The weather, ice, and animal categories are self-explanatory. But the geophysical category refers to events like underwater volcanic eruptions or earthquakes, while the anthropogenic category has to do with sounds made by ships and other human creations.
In Dziak’s words, “Anything else is usually just some kind of electronic interference with the signal.”
The search was on
But since it was unclear which category the “bloop” fit into (if any), PMEL researchers set up more hydrophones in the region it was first detected.
According to the NOAA, those devices weren’t intended to find the source of the sound so much as to study the sounds of underwater volcanos and earthquakes.
Closer to the truth
But the closer those hydrophones were placed to Antarctica, the closer researchers came to discovering the true answer to the “bloop.”
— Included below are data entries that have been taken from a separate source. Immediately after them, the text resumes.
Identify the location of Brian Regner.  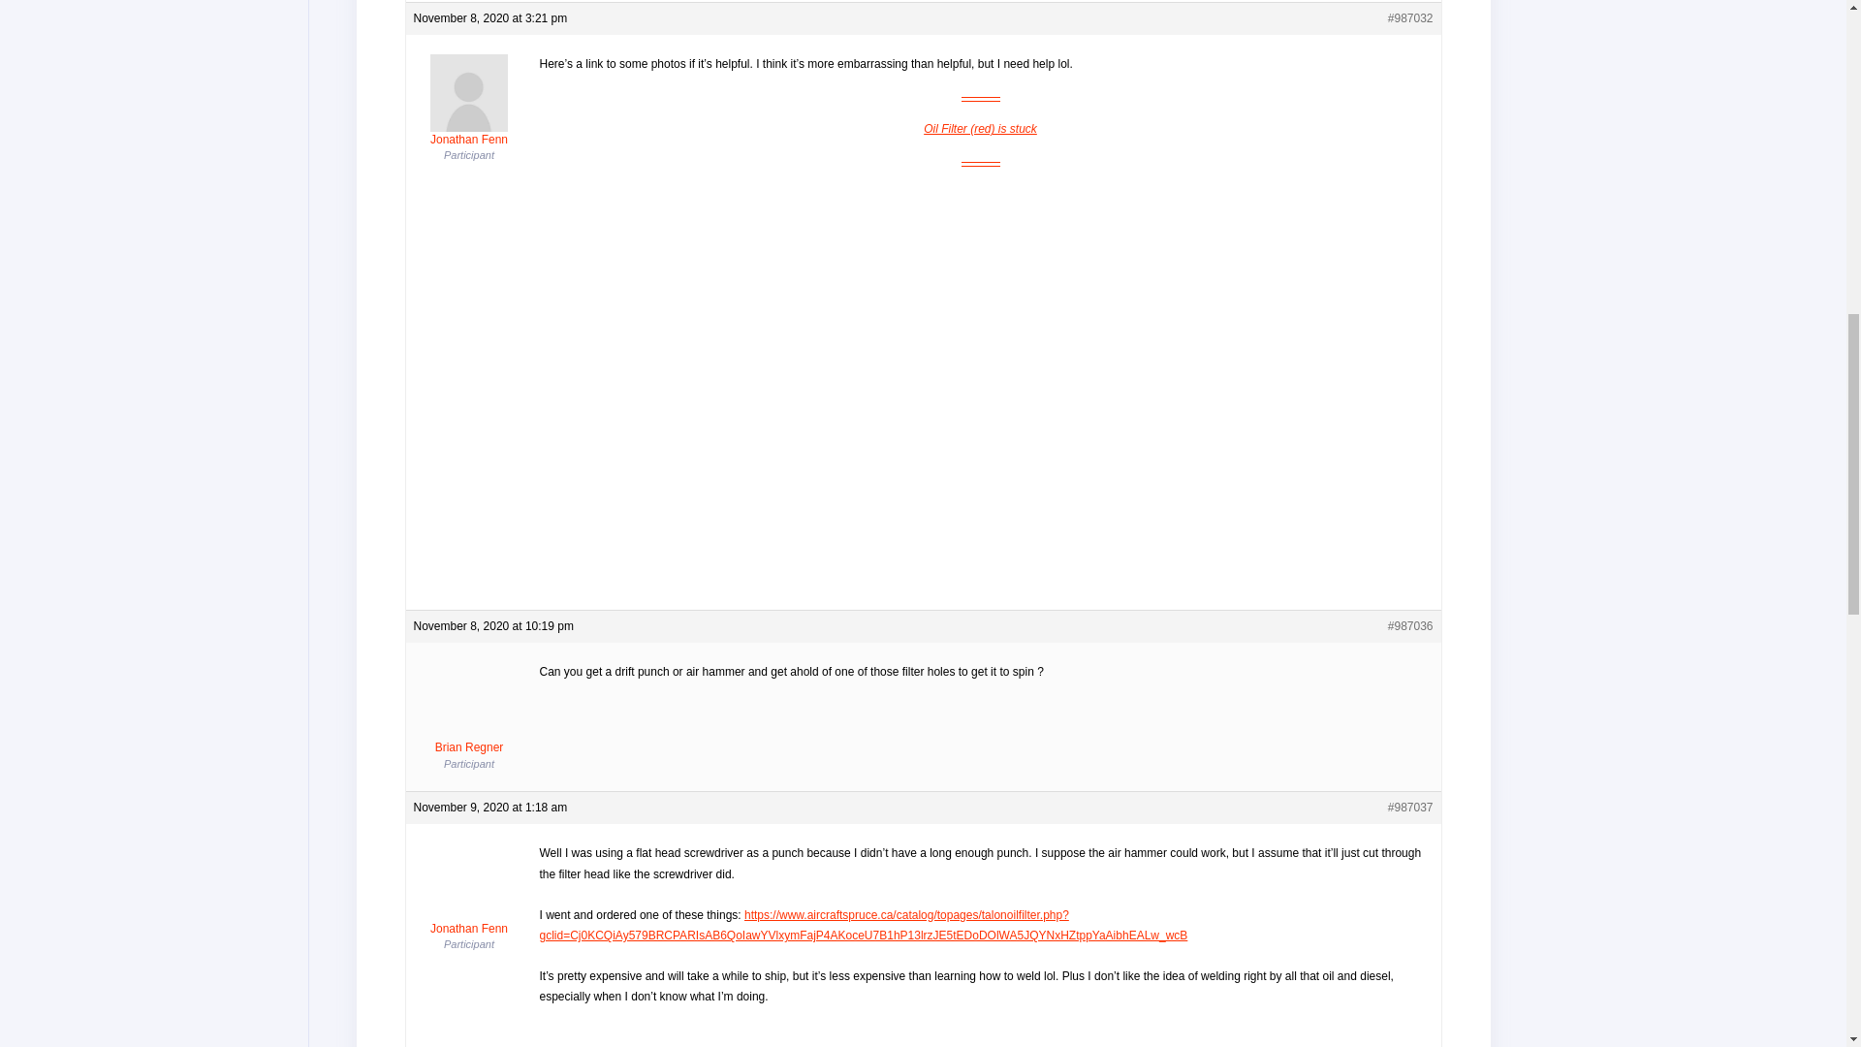
(469, 708).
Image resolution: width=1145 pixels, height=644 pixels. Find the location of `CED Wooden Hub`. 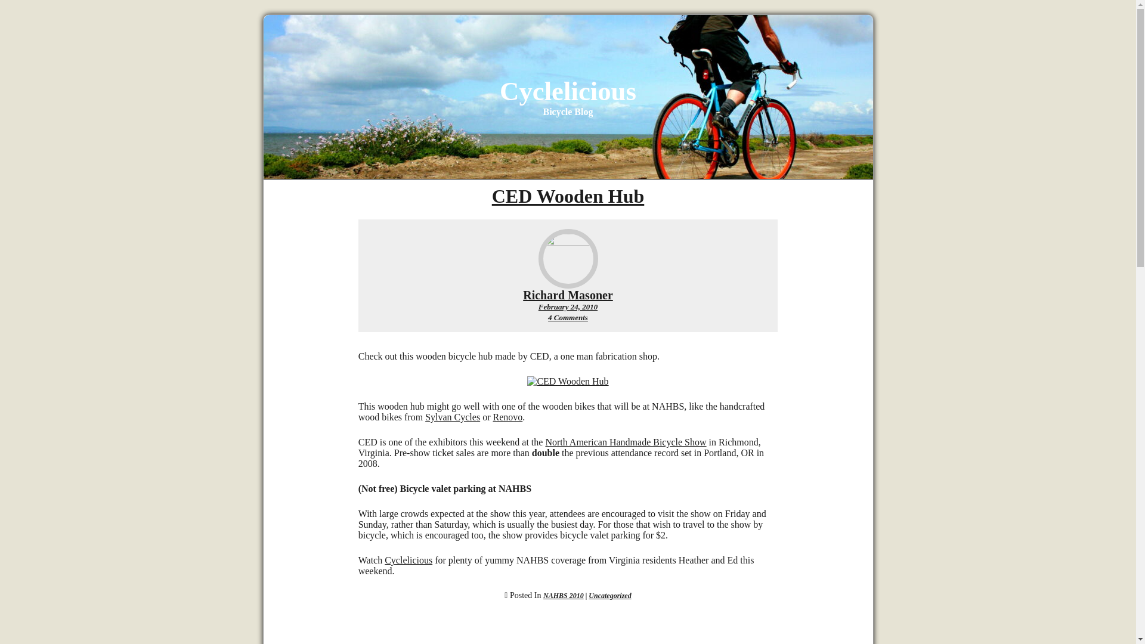

CED Wooden Hub is located at coordinates (568, 91).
And in 2005, the biggest clue to that answer finally came.
Listening closely
As Dziak told Wired, researchers were particularly interested in the data they recorded from the Bransfield Strait and the Drake Passage.
Both of these water bodies are near Antarctica’s northwesternmost peninsula, and their sounds were subject to what Dziak called an “acoustic survey.”
A perfect match
The NOAA’s acoustic survey went from 2005 to 2010, and by the time it was concluded, researchers were confident they had heard the same sounds that confounded the world in 1997.